Overview
A scientist becomes obsessed with returning his family to normalcy after a terrible accident.
Keanu Reeves may not exactly be a great character actor, but he has made some Most Excellent movies (sorry…) and his recent success in the John Wick universe confirms he can play the right kind of roles really well. And we have two sequels to his greatest hits to look forward to: John Wick Chapter 3 – Parabellum (to be released May 2019), and Bill & Ted 3: Bill & Ted Face The Music (scheduled for release August 2020). Unfortunately, Replicas will find a place at the other end of the spectrum on Reeves’ filmography, as this movie is much more Johnny Mnemonic than it is The Matrix.
Will Foster is a scientist working for Biodyne on the verge of a major breakthrough: he is able to successfully download people’s entire brains, but re-implanting it in an android brain is still proving difficult. He has to deliver soon or else Biodyne will pull the plug on his work. When a car accident kills his wife Mona (Alice Eve) and their three kids, he uses his lab work to bring them back to life. Of course, this will prove not to be an overnight success…
Sometimes movies are so silly or crazy that they can become sort of fun (the recent Mandy comes to mind), but Replicas takes itself completely seriously – but fails to deliver anything at that level.
The acting by Reeves is terrible and dull; he is serious and pained and desperate and anguished but these are emotions that he has never successfully managed to express before, and he fails here too. As his actions become more desperate and his science moves well into the fictional, maybe a more Crazy Professor angle might have added some watchability to what he is doing. Alice Eve has delivered enough decent performances for us to know she can do ‘normal’ and ‘natural’, yet here her acting is stilted and wooden – and that is before she becomes a replica. It feels like the director (Jeffrey Nachmanoff) either had no idea what he was going for, or how to get it from his actors, or maybe he was too starstruck by Reeves and Eve to dare to actually direct them – because the other two main characters are acted a lot better by Thomas Middlemitch and John Ortiz.

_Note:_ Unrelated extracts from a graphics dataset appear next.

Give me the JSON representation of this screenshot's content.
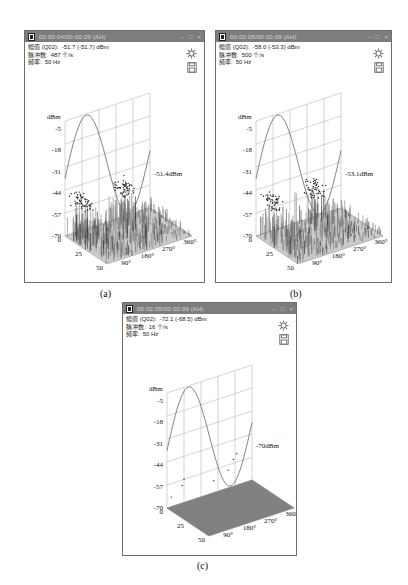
{
  "panels": [
    {
      "id": "a",
      "caption": "(a)",
      "window": {
        "title": "00:00:04/00:00:09 (AH)",
        "minimize": "–",
        "maximize": "□",
        "close": "×"
      },
      "info": {
        "amplitude_label": "幅值 (Q02):",
        "amplitude_value": "-51.7 (-51.7) dBm",
        "pulse_label": "脉冲数:",
        "pulse_value": "487 个/s",
        "freq_label": "频率:",
        "freq_value": "50 Hz"
      },
      "icons": [
        "gear-icon",
        "save-icon"
      ],
      "marker_label": "-51.4dBm"
    },
    {
      "id": "b",
      "caption": "(b)",
      "window": {
        "title": "00:00:05/00:00:09 (AH)",
        "minimize": "–",
        "maximize": "□",
        "close": "×"
      },
      "info": {
        "amplitude_label": "幅值 (Q02):",
        "amplitude_value": "-58.0 (-53.3) dBm",
        "pulse_label": "脉冲数:",
        "pulse_value": "500 个/s",
        "freq_label": "频率:",
        "freq_value": "50 Hz"
      },
      "icons": [
        "gear-icon",
        "save-icon"
      ],
      "marker_label": "-53.1dBm"
    },
    {
      "id": "c",
      "caption": "(c)",
      "window": {
        "title": "00:02:05/00:00:09 (AH)",
        "minimize": "–",
        "maximize": "□",
        "close": "×"
      },
      "info": {
        "amplitude_label": "幅值 (Q02):",
        "amplitude_value": "-72.1 (-68.5) dBm",
        "pulse_label": "脉冲数:",
        "pulse_value": "16 个/s",
        "freq_label": "频率:",
        "freq_value": "50 Hz"
      },
      "icons": [
        "gear-icon",
        "save-icon"
      ],
      "marker_label": "-70dBm"
    }
  ],
  "chart_data": [
    {
      "panel": "a",
      "type": "scatter",
      "title": "PRPD 3D",
      "ylabel": "dBm",
      "y_ticks": [
        "-5",
        "-18",
        "-31",
        "-44",
        "-57",
        "-70"
      ],
      "ylim": [
        -70,
        -5
      ],
      "depth_ticks": [
        "0",
        "25",
        "50"
      ],
      "x_ticks": [
        "90°",
        "180°",
        "270°",
        "360°"
      ],
      "xlim": [
        0,
        360
      ],
      "reference": "sine",
      "annotation": "-51.4dBm",
      "peak_level_dbm": -51.4
    },
    {
      "panel": "b",
      "type": "scatter",
      "title": "PRPD 3D",
      "ylabel": "dBm",
      "y_ticks": [
        "-5",
        "-18",
        "-31",
        "-44",
        "-57",
        "-70"
      ],
      "ylim": [
        -70,
        -5
      ],
      "depth_ticks": [
        "0",
        "25",
        "50"
      ],
      "x_ticks": [
        "90°",
        "180°",
        "270°",
        "360°"
      ],
      "xlim": [
        0,
        360
      ],
      "reference": "sine",
      "annotation": "-53.1dBm",
      "peak_level_dbm": -53.1
    },
    {
      "panel": "c",
      "type": "scatter",
      "title": "PRPD 3D",
      "ylabel": "dBm",
      "y_ticks": [
        "-5",
        "-18",
        "-31",
        "-44",
        "-57",
        "-70"
      ],
      "ylim": [
        -70,
        -5
      ],
      "depth_ticks": [
        "0",
        "25",
        "50"
      ],
      "x_ticks": [
        "90°",
        "180°",
        "270°",
        "360°"
      ],
      "xlim": [
        0,
        360
      ],
      "reference": "sine",
      "annotation": "-70dBm",
      "peak_level_dbm": -70
    }
  ]
}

The acting isn’t helped by some terrible lines that Reeves delivers painstakingly seriously. The screenplay is rather shallow, but since the movie takes itself seriously it doesn’t really get away with various ‘shortcuts’ that the audience is required to just accept, yet you have to in order to make it to the end of this movie. Themes like ethics are touched upon but quickly forgotten or dismissed with (serious) one-liners, and for all of Reeves’ attempts at heartache and despair, not even his character shows any kind of development over the course of the movie.
Overall, unfortunately this is not ‘so bad it’s good’, nor even a guilty pleasure. With a $30m budget, it feels like an example of a lot of ‘decent’ contributors coming together to create something tragically worse than mediocre.